TehPers@beehaw.org 18 hours ago
The suggestion that the authors of an article have ulterior motives is an extreme position to take, yes.
At no point did I ever say that it’s a bad thing to hold that position, nor did I say it’s an invalid position, nor did I say it’s an incorrect position. But in the society we live in, that position is pretty extreme.
t3rmit3@beehaw.org 18 hours ago
By what metric? And “Extreme” and “Extremist” are two different words, with different meanings and connotations.
Extreme simply means the far end of a spectrum. Extremist means
Without offering any metric by which to assert that, you most certainly did convey the commonly understood negative connotation by calling it extremist.
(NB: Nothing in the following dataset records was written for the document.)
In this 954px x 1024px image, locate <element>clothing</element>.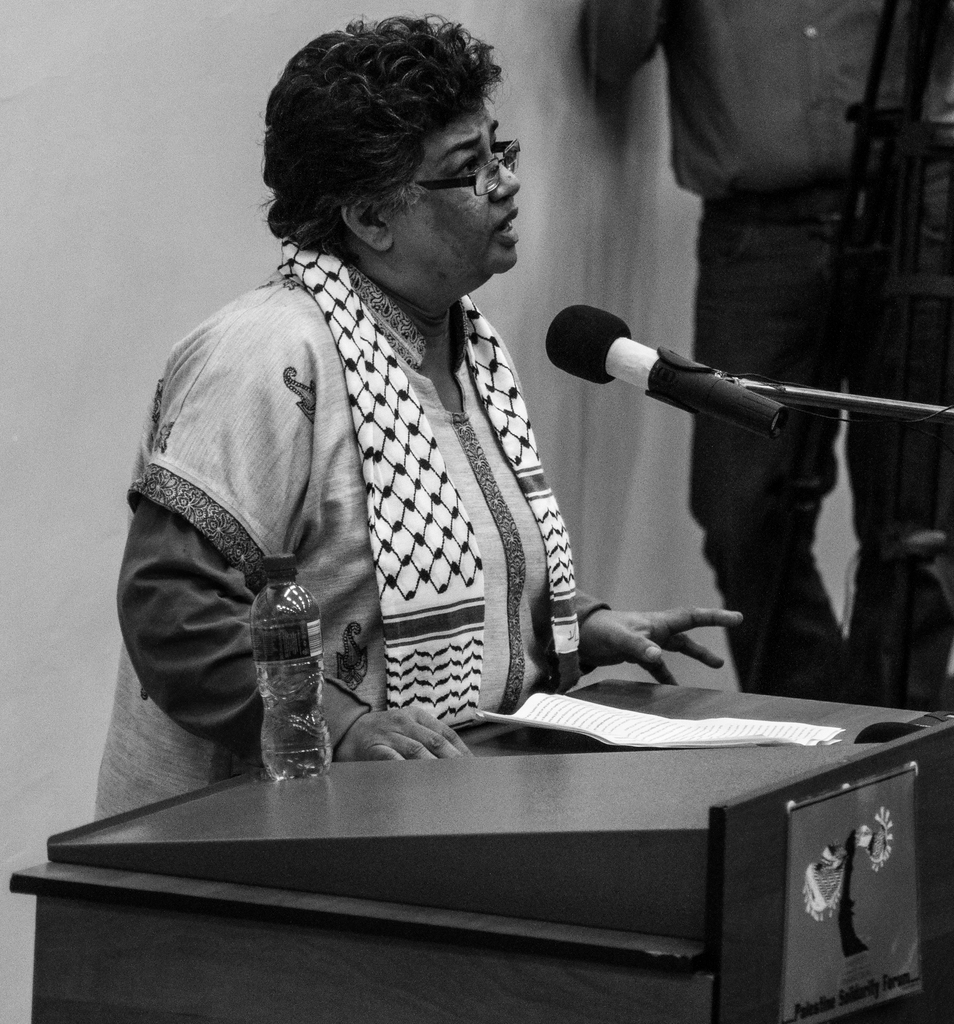
Bounding box: Rect(108, 186, 656, 790).
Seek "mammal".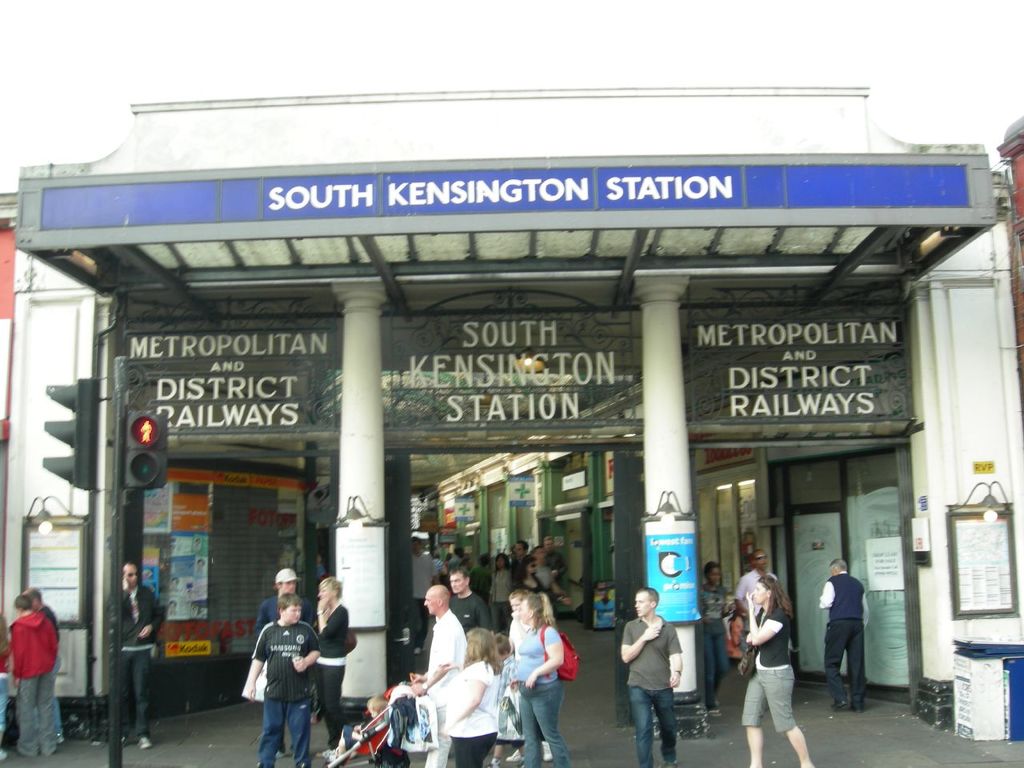
x1=490, y1=634, x2=526, y2=765.
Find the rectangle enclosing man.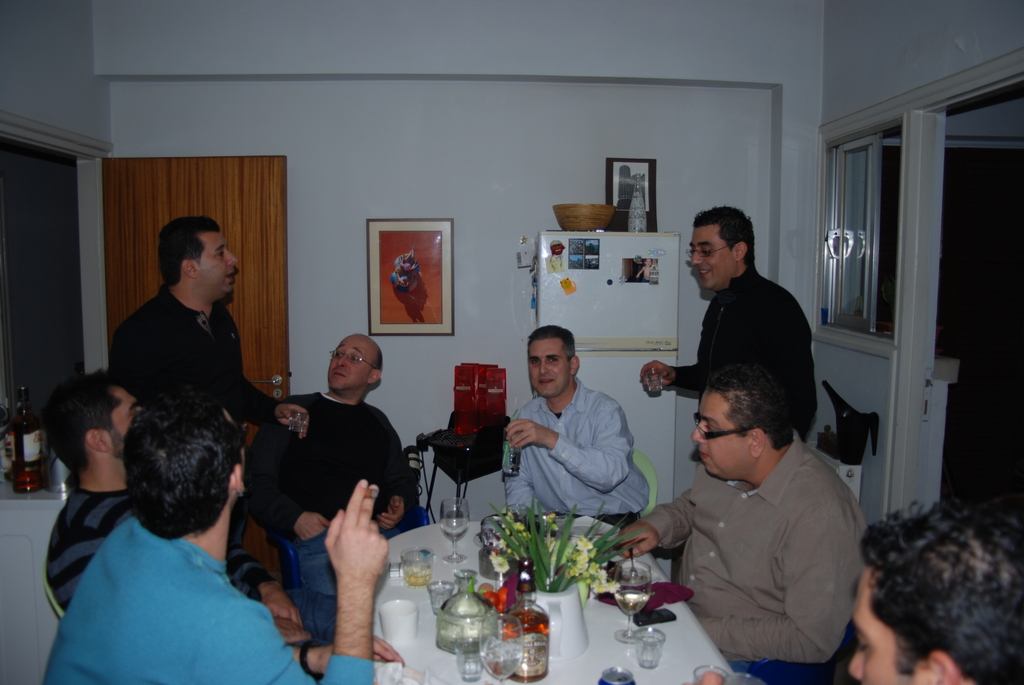
x1=642 y1=207 x2=814 y2=439.
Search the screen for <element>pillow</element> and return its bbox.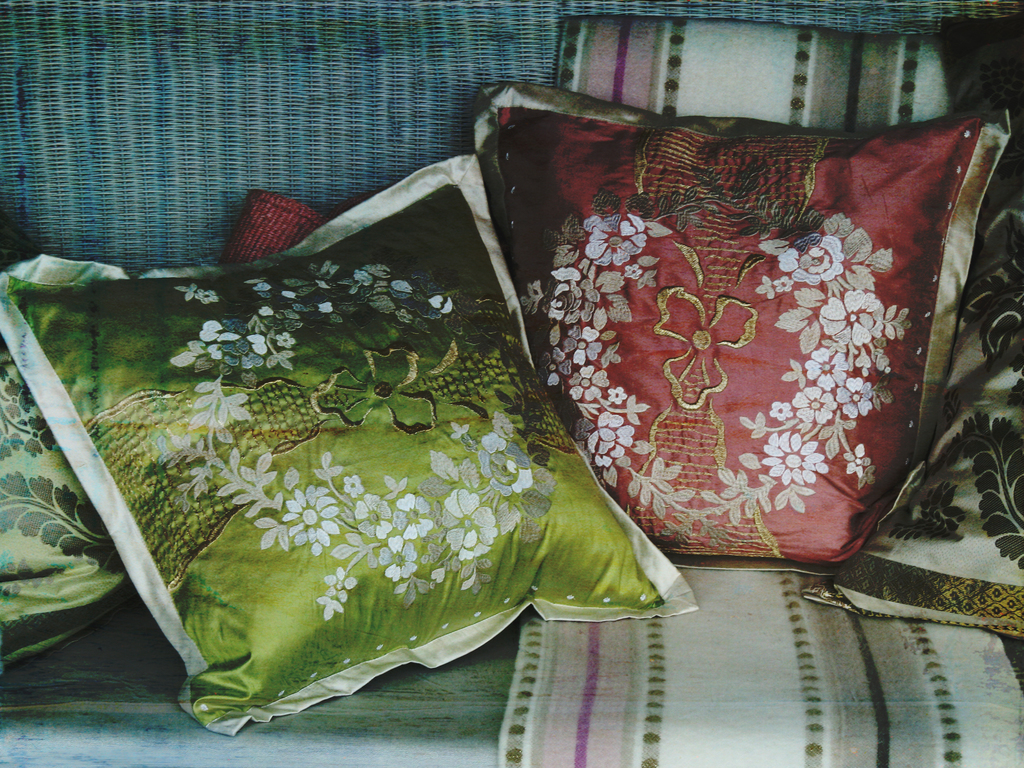
Found: [left=0, top=156, right=700, bottom=731].
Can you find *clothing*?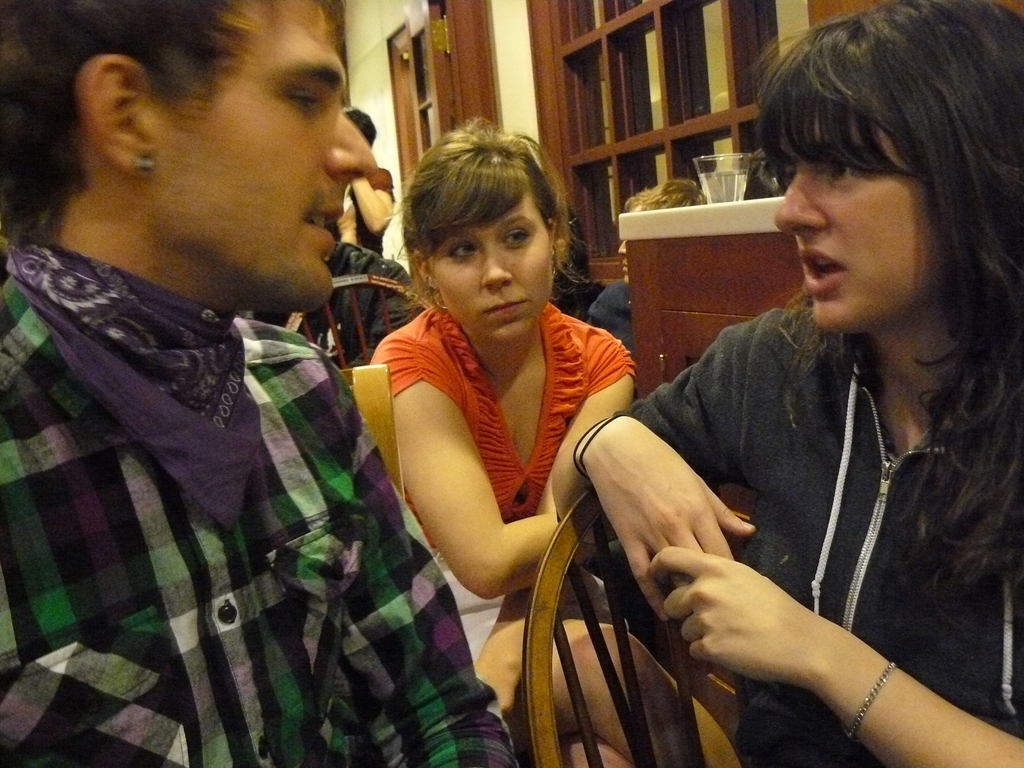
Yes, bounding box: left=0, top=245, right=524, bottom=767.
TehPers@beehaw.org 18 hours ago
I added a second edit it appears after your comment, but repeating it here: what’s the point of this? To me it seems like an argument over the semantics of a word which I honestly couldn’t care less about. Are you defending that the commenter’s comment reads like a sane interpretation of the article?
Nobody here is saying that it’s ridiculous to question your sources or try to identify potential bias in articles. Those are things you should always do. That’s not what this commenter was doing, though.
t3rmit3@beehaw.org 17 hours ago
So what do you think there were doing, exactly?
Let’s break their comment down, and then you can point out the part that is “extremist”.
This is 100% accurate, especially in the age of Mirai-like IoT botnets. 14k is pretty small nowadays. Variants of Mirai (e.g. Midori and Aisuru) had 300,000+ devices.
Correct, this is a pretty low-danger botnet due to being low-power consumer devices, even if it’s difficult to clean.
Less fair, because it is still news, and Ars is a tech news site.
The part I assume you take issue with, but it’s also a completely fair question (and is in fact precisely “telling people to question the purpose and bias of news”). The article made the deliberate choice to name-drop BitTorrent and IPFS, despite them not being related other than them also using DHTs. I understand the writer may not have been intending to draw a “malware <-> bittorrent” association in the readers’ minds… or they may have. It’s sort of like saying, “the killer drove an Audi, much like Nico Hulkenberg”. That’s why you have to critically question news.
The point is that you immediately jumped to calling them an “extremist” for what seems a pretty innocuous (if not particularly useful) comment. We generally assume good-faith around here, and calling people “extremist” for questioning an Ars article doesn’t seem like that to me.